Dorje took to the game not long after we arrived. Already a keen inline skater, he picked up the new skills quickly and suddenly found himself in the selection squad for a hockey tournament in Canada. For a twelve-year-old, Dorje's skills and game sense were good, but his fitness was lacking. My wife, Barbara, suggested he skate back and forth along the exercise track beside the canal, with me by his side offering moral support. My lack of enthusiasm for this idea carried no weight. Three times a week I found myself running along the canal, oozing sweat while my son skated. Of course, Dorje skated in the bike lane at three times my speed, creating his own cooling breeze. Soon I began to enjoy the exercise and took to running the same distance he skated, which meant he was showered and watching television by the time I got home.
After the tournament in Canada, Dorje let his training go. By that stage I was hooked on jogging, having learned how to manage exercise in the tropics. I chose to run after dark, when much of the sun's heat had radiated from the tarmac path up into the sky. The hillside above the path was dense with jungle. The patches of yellow light that encircled the well-spaced street-lamps were flooded with moths and other insects. Every evening, not far above my head, bats made high-speed raids between the lamps, hunting their favorite moths and other strange equatorial insects. In such a setting it was impossible to forget the fertility of the tropics.
I finished my run, returned to our apartment, and stood in front of the slowly rotating wall fan near the dining table. I jerked the string-switch twice to bring it to full speed and fed on the cooling blast of air. The refrigerator was five steps away in the kitchen, and after two minutes in front of the fan, I darted in there, grabbed a low-sugar, low-fizz isotonic drink, and returned to the fan. It generally took twenty minutes for me to stop sweating, but tonight, after ten minutes, the phone rang.

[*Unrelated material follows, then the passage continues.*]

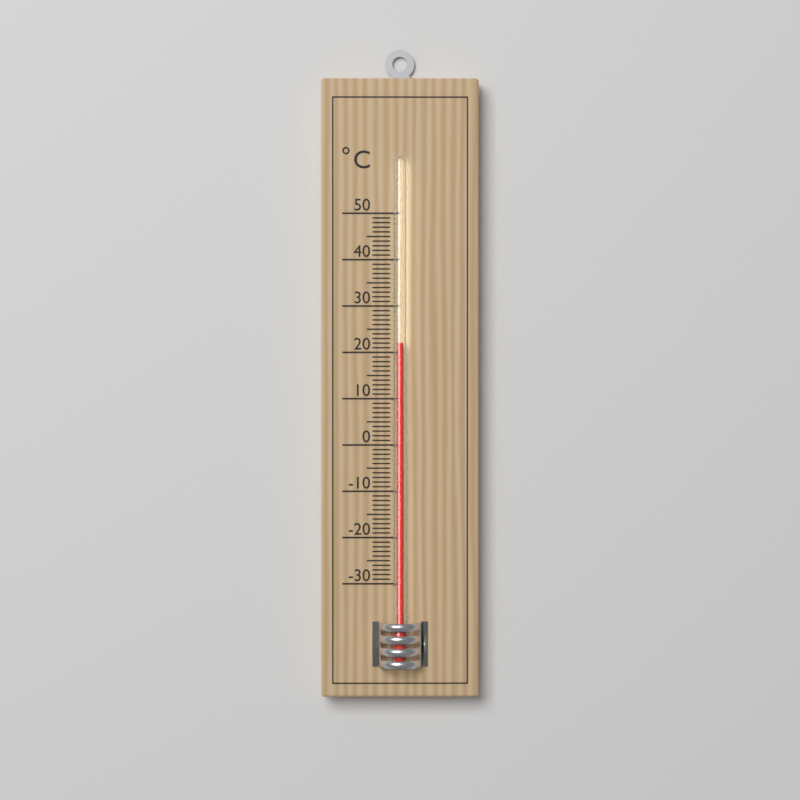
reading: 22 °C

It was Michael Dillon calling from Sydney. He was a good friend I hadn't heard from since we had moved to Singapore in 2002. In 1984 we had been on Mount Everest together, with Mike as cameraman and me as expedition organizer and climber; in 1993 we had the same roles in the Indonesian province of Irian Jaya. In Irian, our small team made the first-ever film of climbing Carstensz Pyramid, the highest peak in Australasia. That was an amazing expedition, involving Dani locals as guides, thick jungle, jagged limestone peaks, and glaciers only three degrees south of the equator. Mike was the ideal adventure cameraman. He had made several films with Sir Edmund Hillary, and almost a hundred other documentaries, many of them his own projects. Softspoken and terminally polite, Mike carried a camera at all times when he was working on a film, but he was as unobtrusive as a black dog on a dark night, which made him a great filmmaker—that and his superb ability to visualize exactly how each scene should be shot.

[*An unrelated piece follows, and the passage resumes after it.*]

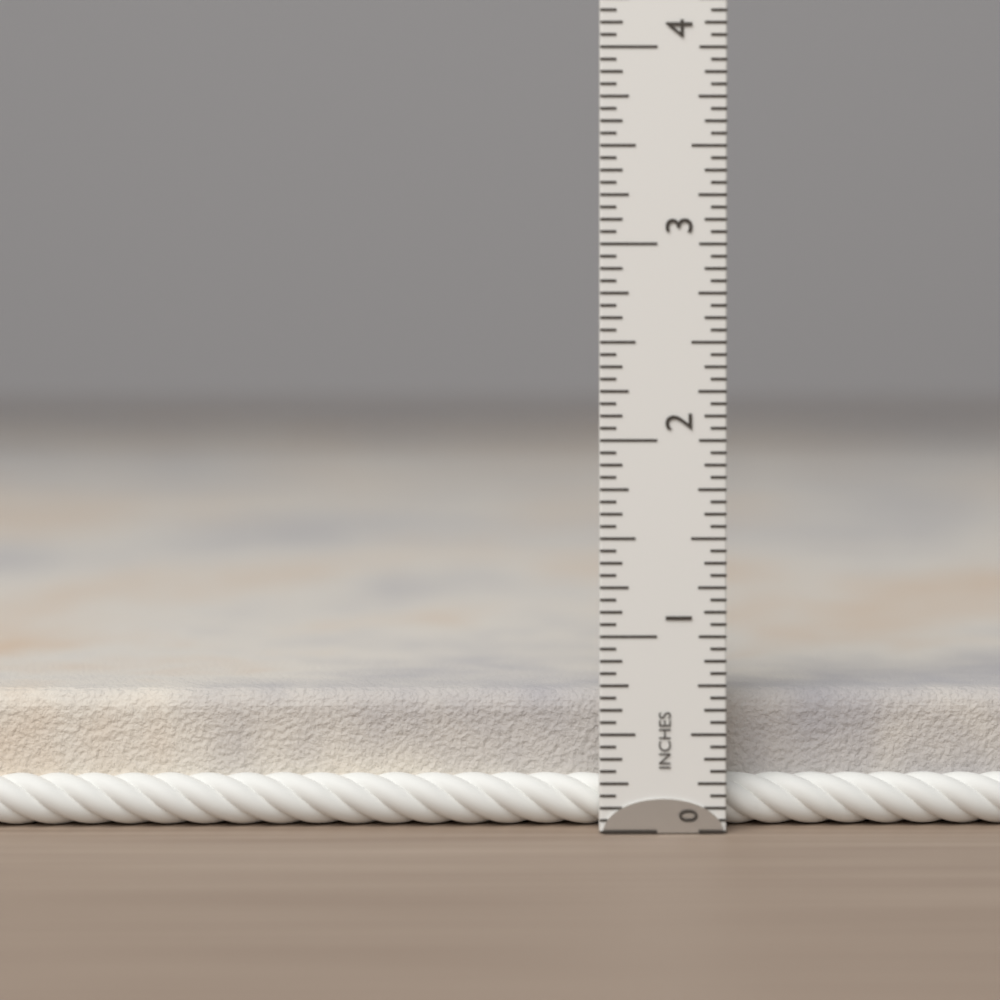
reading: 0.6875 in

I was delighted to hear from him. Mike is not one for small talk. At school he would have been one of those children who speaks only when spoken to. This evening he had something to say. He wanted to talk to me about a documentary he was working on about a teenager from the Blue Mountains, west of Sydney. At the age of fourteen, Christopher Harris wanted to climb the highest mountain on each of the continents, a quest known as the Seven Summits. Of course, the most difficult of these is Mount Everest. Mike did not exactly invite me to get involved with Christopher's upcoming Everest climb, but he made it clear he needed a high-altitude cameraman, a role I had performed on several mountains.